The front side carried the inscribed child's data (Field 6 "OROZCO", Field 7 "PINO", Field 8 "BEATRIZ HELENA", born June 8, 1991 in Medellín), the parents' data, and the declarant block. In Field 37 "Nombre" — the printed name of the declarant directly underneath Field 35 "Firma (autógrafa)" — the same person who signed in cursive on the back of the form was printed in block letters as "GERMÁN ALBERTO OROZCO DAVID".

On the back side, in Field 59 of the Reconocimiento de Hijo Natural block, the same father had signed in cursive: "Germán A. Orozco ___", where the final word ended in a long descender-heavy capital. Read in isolation, the descender + loop combination on the last word reads almost as well as "Parr[a]" as it does "David".

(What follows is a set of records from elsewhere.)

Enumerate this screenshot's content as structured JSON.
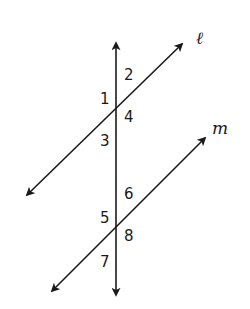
{
  "diagram": {
    "type": "parallel-lines-cut-by-transversal",
    "colors": {
      "stroke": "#1a1a1a",
      "background": "#ffffff"
    },
    "lines": [
      {
        "id": "l",
        "label": "ℓ",
        "x1": 27,
        "y1": 195,
        "x2": 182,
        "y2": 44,
        "label_x": 196,
        "label_y": 44
      },
      {
        "id": "m",
        "label": "m",
        "x1": 52,
        "y1": 291,
        "x2": 205,
        "y2": 138,
        "label_x": 212,
        "label_y": 134
      },
      {
        "id": "transversal",
        "label": "",
        "x1": 116,
        "y1": 295,
        "x2": 116,
        "y2": 43
      }
    ],
    "angles": [
      {
        "label": "1",
        "x": 100,
        "y": 104
      },
      {
        "label": "2",
        "x": 124,
        "y": 80
      },
      {
        "label": "3",
        "x": 100,
        "y": 146
      },
      {
        "label": "4",
        "x": 124,
        "y": 122
      },
      {
        "label": "5",
        "x": 100,
        "y": 223
      },
      {
        "label": "6",
        "x": 124,
        "y": 199
      },
      {
        "label": "7",
        "x": 100,
        "y": 267
      },
      {
        "label": "8",
        "x": 124,
        "y": 241
      }
    ]
  }
}
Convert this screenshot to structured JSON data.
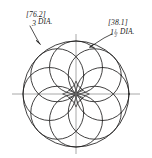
{
  "drawing": {
    "title": "Rosette / flower-of-life layout drawing",
    "sheet": {
      "width": 152,
      "height": 158,
      "background": "#ffffff",
      "line_color": "#201f1f",
      "centerline_color": "#8c8c8c"
    },
    "annotations": [
      {
        "id": "outer-circle-dimension",
        "metric_bracket": "[76.2]",
        "imperial_value": "3",
        "imperial_fraction_numerator": "",
        "imperial_fraction_denominator": "",
        "suffix": "DIA.",
        "position": "upper-left",
        "leader_target": "outer-circle"
      },
      {
        "id": "petal-circle-dimension",
        "metric_bracket": "[38.1]",
        "imperial_value": "1",
        "imperial_fraction_numerator": "1",
        "imperial_fraction_denominator": "2",
        "suffix": "DIA.",
        "position": "upper-right",
        "leader_target": "petal-circle"
      }
    ],
    "geometry": {
      "center_x": 76,
      "center_y": 94,
      "outer_radius": 53,
      "petal_radius": 26.5,
      "petal_count": 8,
      "petal_ring_radius": 26.5,
      "centerline_h_extent": [
        12,
        140
      ],
      "centerline_v_extent": [
        34,
        154
      ]
    }
  }
}
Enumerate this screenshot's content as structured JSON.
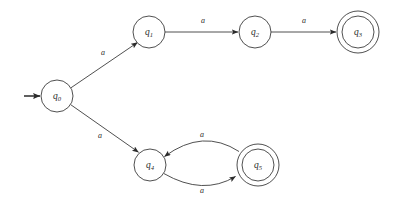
{
  "diagram": {
    "type": "finite-state-automaton",
    "title": "",
    "background_color": "#ffffff",
    "stroke_color": "#3c3c3c",
    "text_color": "#2b2b2b",
    "alphabet": [
      "a"
    ],
    "start_state": "q0",
    "accepting_states": [
      "q3",
      "q5"
    ],
    "states": [
      {
        "id": "q0",
        "label_base": "q",
        "label_sub": "0",
        "cx": 57,
        "cy": 96,
        "r": 16,
        "accepting": false,
        "start": true
      },
      {
        "id": "q1",
        "label_base": "q",
        "label_sub": "1",
        "cx": 149,
        "cy": 32,
        "r": 16,
        "accepting": false,
        "start": false
      },
      {
        "id": "q2",
        "label_base": "q",
        "label_sub": "2",
        "cx": 255,
        "cy": 32,
        "r": 16,
        "accepting": false,
        "start": false
      },
      {
        "id": "q3",
        "label_base": "q",
        "label_sub": "3",
        "cx": 358,
        "cy": 32,
        "r": 16,
        "r_outer": 21,
        "accepting": true,
        "start": false
      },
      {
        "id": "q4",
        "label_base": "q",
        "label_sub": "4",
        "cx": 150,
        "cy": 165,
        "r": 16,
        "accepting": false,
        "start": false
      },
      {
        "id": "q5",
        "label_base": "q",
        "label_sub": "5",
        "cx": 258,
        "cy": 165,
        "r": 16,
        "r_outer": 21,
        "accepting": true,
        "start": false
      }
    ],
    "transitions": [
      {
        "id": "t-q0-q1",
        "from": "q0",
        "to": "q1",
        "symbol": "a",
        "shape": "straight",
        "label_x": 103,
        "label_y": 53
      },
      {
        "id": "t-q1-q2",
        "from": "q1",
        "to": "q2",
        "symbol": "a",
        "shape": "straight",
        "label_x": 203,
        "label_y": 21
      },
      {
        "id": "t-q2-q3",
        "from": "q2",
        "to": "q3",
        "symbol": "a",
        "shape": "straight",
        "label_x": 304,
        "label_y": 21
      },
      {
        "id": "t-q0-q4",
        "from": "q0",
        "to": "q4",
        "symbol": "a",
        "shape": "straight",
        "label_x": 100,
        "label_y": 136
      },
      {
        "id": "t-q4-q5",
        "from": "q4",
        "to": "q5",
        "symbol": "a",
        "shape": "curve-down",
        "label_x": 202,
        "label_y": 191
      },
      {
        "id": "t-q5-q4",
        "from": "q5",
        "to": "q4",
        "symbol": "a",
        "shape": "curve-up",
        "label_x": 202,
        "label_y": 135
      }
    ],
    "start_marker": {
      "id": "start-arrow",
      "x1": 24,
      "y1": 96,
      "x2": 41,
      "y2": 96
    }
  }
}
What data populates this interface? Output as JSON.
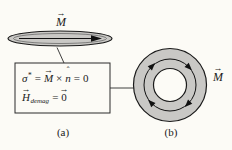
{
  "colors": {
    "background": "#fcfbf6",
    "fill_gray": "#c9c8c5",
    "line": "#1a1a1a"
  },
  "panel_a": {
    "caption": "(a)",
    "disk_label": {
      "symbol": "M",
      "arrow": "→"
    },
    "box": {
      "line1": {
        "sigma": "σ",
        "star": "*",
        "eq1": "=",
        "m": "M",
        "m_arrow": "→",
        "cross": "×",
        "n": "n",
        "n_hat": "ˆ",
        "eq2": "=",
        "zero": "0"
      },
      "line2": {
        "h": "H",
        "h_arrow": "→",
        "sub": "demag",
        "eq": "=",
        "zero": "0",
        "zero_arrow": "→"
      }
    }
  },
  "panel_b": {
    "caption": "(b)",
    "ring_label": {
      "symbol": "M",
      "arrow": "→"
    }
  }
}
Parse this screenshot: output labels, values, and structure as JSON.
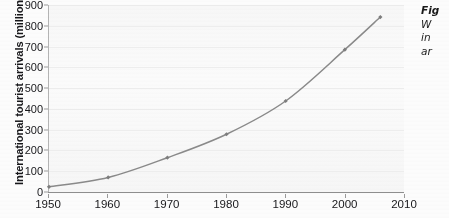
{
  "chart_data": {
    "type": "line",
    "title": "",
    "xlabel": "",
    "ylabel": "International tourist arrivals (millions)",
    "x": [
      1950,
      1960,
      1970,
      1980,
      1990,
      2000,
      2006
    ],
    "values": [
      25,
      70,
      165,
      278,
      438,
      685,
      842
    ],
    "series": [
      {
        "name": "International tourist arrivals",
        "values": [
          25,
          70,
          165,
          278,
          438,
          685,
          842
        ]
      }
    ],
    "xlim": [
      1950,
      2010
    ],
    "ylim": [
      0,
      900
    ],
    "x_ticks": [
      "1950",
      "1960",
      "1970",
      "1980",
      "1990",
      "2000",
      "2010"
    ],
    "x_tick_values": [
      1950,
      1960,
      1970,
      1980,
      1990,
      2000,
      2010
    ],
    "y_ticks": [
      "0",
      "100",
      "200",
      "300",
      "400",
      "500",
      "600",
      "700",
      "800",
      "900"
    ],
    "y_tick_values": [
      0,
      100,
      200,
      300,
      400,
      500,
      600,
      700,
      800,
      900
    ],
    "grid": true,
    "legend": "none",
    "line_color": "#8a8a8a",
    "marker_color": "#7d7d7d",
    "marker": "diamond",
    "plot_background": "#fafafa"
  },
  "caption": {
    "label": "Fig",
    "lines": [
      "W",
      "in",
      "ar"
    ]
  }
}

Side-by-side redacted crops of a two-sided Colombian Registro Civil de Nacimiento — left: Field 37 "Nombre" on the front printed as "GERMÁN ALBERTO OROZCO DAVID"; right: Field 59 on the back showing the same person's cursive signature ending in a descender-heavy capital
Side-by-side redacted crops of a two-sided Colombian Registro Civil de Nacimiento (Notaría 22 of Medellín, DANE IP10-0 VI/77 form). Left: Field 37 "Nombre" on the front side, printed in block letters as "GERMÁN ALBERTO OROZCO DAVID". Right: Field 59 on the back side (Reconocimiento de Hijo Natural under Article 1 of Law 75 of 1968), carrying the cursive father's signature ending in a descender-heavy capital. The printed Field 37 on the opposite face of the same paper is the controlling reference for the cursive surname.

Why This Required Special Handling

In Latin cursive, a capital "D" with a generous initial upstroke, a closed loop, and a long descender tail can look very close to a capital "P" with a flag and a tail — and once the brain commits to "P", the rest of the word auto-completes to a plausible Spanish surname pattern ("Parr-", "Parra", "Parri-"). The first reading of the back-side signature came back as "Germán A. Orozco Parr[a]", with a translator's note explaining that the final letters were partially obscured by the round notary stamp.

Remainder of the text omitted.